You might edit the domain-specific logrotate - definitions, located at "/usr/local/psa/etc/logrotate.d" . An example, based on your specifications would be:

Code:
/var/www/vhosts/system/YOUR-SPECIFIC-DOMAIN.COM/logs/access_log {
    daily
    missingok
    rotate 30
    notifempty
    dateext
    nocompress
    nomail
    dateformat _YOUR-SPECIFIC-DOMAIN.COM-%Y-%m-%d.log
}
/var/www/vhosts/system/YOUR-SPECIFIC-DOMAIN.COM/logs/proxy_access_log {
    daily
    missingok
    rotate 30
    notifempty
    dateext
    nocompress
    nomail
    dateformat _YOUR-SPECIFIC-DOMAIN.COM-%Y-%m-%d.log
}
As you can see, the definition would add a date-extension to the rotated log, so the rotated logs would look this way: access-log_YOUR-SPECIFIC-DOMAIN.COM-2014-10-24.log or proxy_access-log_YOUR-SPECIFIC-DOMAIN.COM-2014-10-24.log.


Be aware, that the files in "/usr/local/psa/etc/logrotate.d" might get overritten by Plesk in case of updates/upgrades/patches, or if you change settings for a subscription plan or for domain. This mentioned on the top of all files.
 
Thank you for this solution. Is there an option to make sure that the lines are added after a change / update?

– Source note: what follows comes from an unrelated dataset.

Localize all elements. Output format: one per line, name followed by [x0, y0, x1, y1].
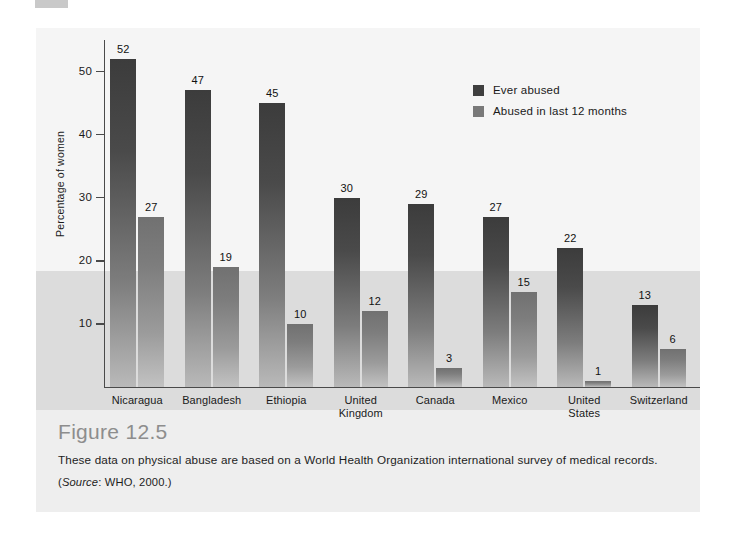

If that is not possible, I will create a script and start that with the event handler.
 
Sure, HielkeJ,

just make an exact copy of the log - rotation file and name it to your desired name ( i.e.: "apache2" to "zzz_apache2" ... in your case maybe: DOMAIN_NAME.apache2 ). When you rename these files they are still executed, so you might want to delete doubles with different names, so your logrotation doesn't do the same job twice, when rotating the logs.